John Roach was an American industrialist who rose from humble origins as an Irish immigrant laborer to found the largest and most productive shipbuilding empire in the postbellum United States, John Roach & Sons.
Background
John Roach was born at Mitchelstown, County Cork, Ireland, the son of Patrick and Abigail (Meany) Roche. At the age of sixteen he came to the United States. When he was naturalized, November 8, 1842, the clerk of the court spelled his name Roach, and since the mistake was not corrected he bore that name thereafter. He settled in Howell, New Jersey.
Education
He learned the trade of an iron moulder at the Howell Iron Works operated by James P. Allaire.
Career
In 1840, he took a part of his savings, which had been placed in the hands of his employer, and went to Illinois, where he made the first payment on a farm near the site of the present Peoria. Soon afterward his employer failed, and Roach lost his land. Returning to New York, in association with other mechanics he purchased a small iron works in New York City of which within a few years he became the sole owner.

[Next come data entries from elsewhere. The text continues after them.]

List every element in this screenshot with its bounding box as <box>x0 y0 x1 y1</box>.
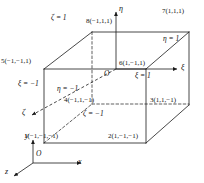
axis-label-x: x <box>78 158 82 166</box>
node-label-7: 7(1,1,1) <box>162 8 184 15</box>
node-label-3: 3(1,1,−1) <box>150 97 176 104</box>
face-label-zeta-top: ζ = 1 <box>51 14 67 22</box>
origin-label-global: O <box>36 150 41 158</box>
node-label-2: 2(1,−1,−1) <box>108 133 138 140</box>
node-label-4: 4(−1,1,−1) <box>64 97 94 104</box>
node-label-1: 1(−1,−1,−1) <box>24 133 58 140</box>
face-label-zeta-bottom: ζ = −1 <box>83 110 104 118</box>
axis-label-z: z <box>5 168 8 176</box>
axis-z-line <box>14 163 33 176</box>
origin-label-natural: O <box>104 70 109 78</box>
cube-edge-5-8 <box>44 32 92 69</box>
node-label-5: 5(−1,−1,1) <box>1 58 31 65</box>
figure-canvas: 8(−1,1,1) 7(1,1,1) 5(−1,−1,1) 6(1,−1,1) … <box>0 0 204 183</box>
face-label-xi-left: ξ = −1 <box>18 80 39 88</box>
axis-label-xi: ξ <box>181 64 184 72</box>
axis-label-zeta: ζ <box>22 109 25 117</box>
face-label-xi-right: ξ = 1 <box>135 72 151 80</box>
cube-diagram <box>0 0 204 183</box>
face-label-eta-right: η = 1 <box>163 35 179 43</box>
cube-edge-2-3 <box>146 105 189 143</box>
axis-label-eta: η <box>119 5 123 13</box>
axis-label-y: y <box>25 132 29 140</box>
node-label-8: 8(−1,1,1) <box>86 18 112 25</box>
face-label-eta-front: η = −1 <box>57 85 78 93</box>
node-label-6: 6(1,−1,1) <box>119 60 145 67</box>
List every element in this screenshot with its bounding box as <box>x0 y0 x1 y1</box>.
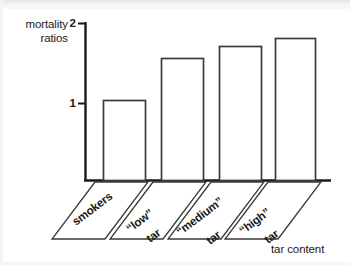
bar-low-tar <box>162 59 204 181</box>
bar-series <box>104 39 316 181</box>
category-labels: smokers “low” tar “medium” tar “high” ta… <box>69 189 281 247</box>
plot-area: smokers “low” tar “medium” tar “high” ta… <box>0 0 350 265</box>
bar-high-tar <box>276 39 316 181</box>
bar-smokers <box>104 101 146 181</box>
category-label-low-tar-line2: tar <box>143 225 163 244</box>
category-label-medium-tar-line2: tar <box>203 227 223 246</box>
category-label-smokers: smokers <box>69 189 115 228</box>
bar-medium-tar <box>220 47 262 181</box>
chart-figure: mortality ratios 2 1 tar content <box>0 0 350 265</box>
category-label-high-tar-line2: tar <box>261 226 281 245</box>
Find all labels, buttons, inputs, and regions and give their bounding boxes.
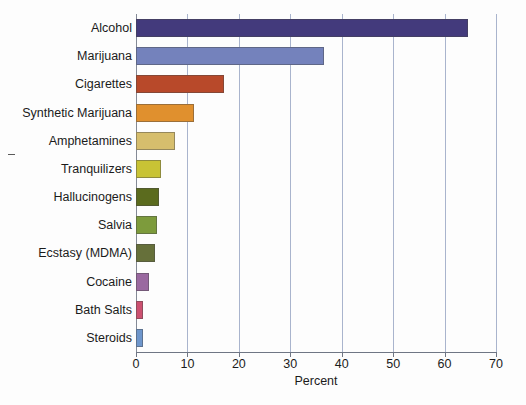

In 1856, he bought the land which his foundry occupied and added to his plant, but shortly afterward the shops were wrecked by a boiler explosion.
Roach now found himself practically penniless, but his ability and integrity enabled him to borrow capital, and his business was resumed.
In 1860 he obtained the contract for constructing an iron drawbridge over the Harlem River in New York City and thereafter he prospered so that by the end of the Civil War his foundry and engine works was one of the best equipped in the United States. Among the first to recognize the importance of the shift from wooden to iron vessels and its possible effects upon the American merchant marine, he sent a representative to England to make a careful study of the methods of iron shipbuilding on the Clyde.
In 1868, he began to carry out plans for the development of an iron shipbuilding industry in the United States, purchasing a number of small marine-engine plants in and near New York City, and consolidating them with the Morgan Iron Works, which he had purchased from G. W. Quintard. Three years later he transferred his headquarters to Chester, Pennsylvania, acquiring the ship yard of Reany, Son & Archbold.
Here he engaged in iron shipbuilding on a large scale. Among the iron vessels he built for the foreign service were the City of Peking and the City of Tokio, built in 1874 for the Pacific Mail Steamship Company, up to that time the largest steamers constructed in the United States.
He was of great service to the federal government in the development of new types of marine engines, being among the first to recognize the superiority of compound engines for marine work. He was authorized by the Navy Department, as an experiment, to install the first of such engines built in the United States in the Tennessee. The success of this effort demonstrated the value of this improvement and Roach was given contracts to install compound engines in other naval vessels. The first ships constructed by him for the government were the sloops-of-war Alert and Huron, launched in 1874. He next built the sectional dry-dock at Pensacola, Florida, and then, in 1876, received the contracts for the monitors Miantonomoh and Puritan.
In 1883, the construction of the dispatch boat Dolphin and the cruisers Atlanta, Boston, and Chicago was begun. When the Dolphin was completed the vessel was accepted by the Naval Advisory Board but for political reasons the secretary of the navy refused to accept their decision and cancelled the contract for the three cruisers.
Fearing that this action might possibly result in embarrassment to his bondsmen and creditors, and because of his own failing health, he decided to close his works, and accordingly made an assignment on July 18, 1885, though he was perfectly solvent. The matter was later adjusted, but he never again took an active part in the business.
While not the first to build iron vessels in the United States, Roach launched 126 such vessels from his yard between 1872 and 1886, and deserves the title of "father of iron shipbuilding in America" which has often been accorded him.
He died in New York City.
Achievements
John Roach has been listed as a noteworthy ironmaster, shipbuilder by Marquis Who's Who.
Connections
In 1836, he married Emeline Johnson and they had nine children, of whom five survived their father.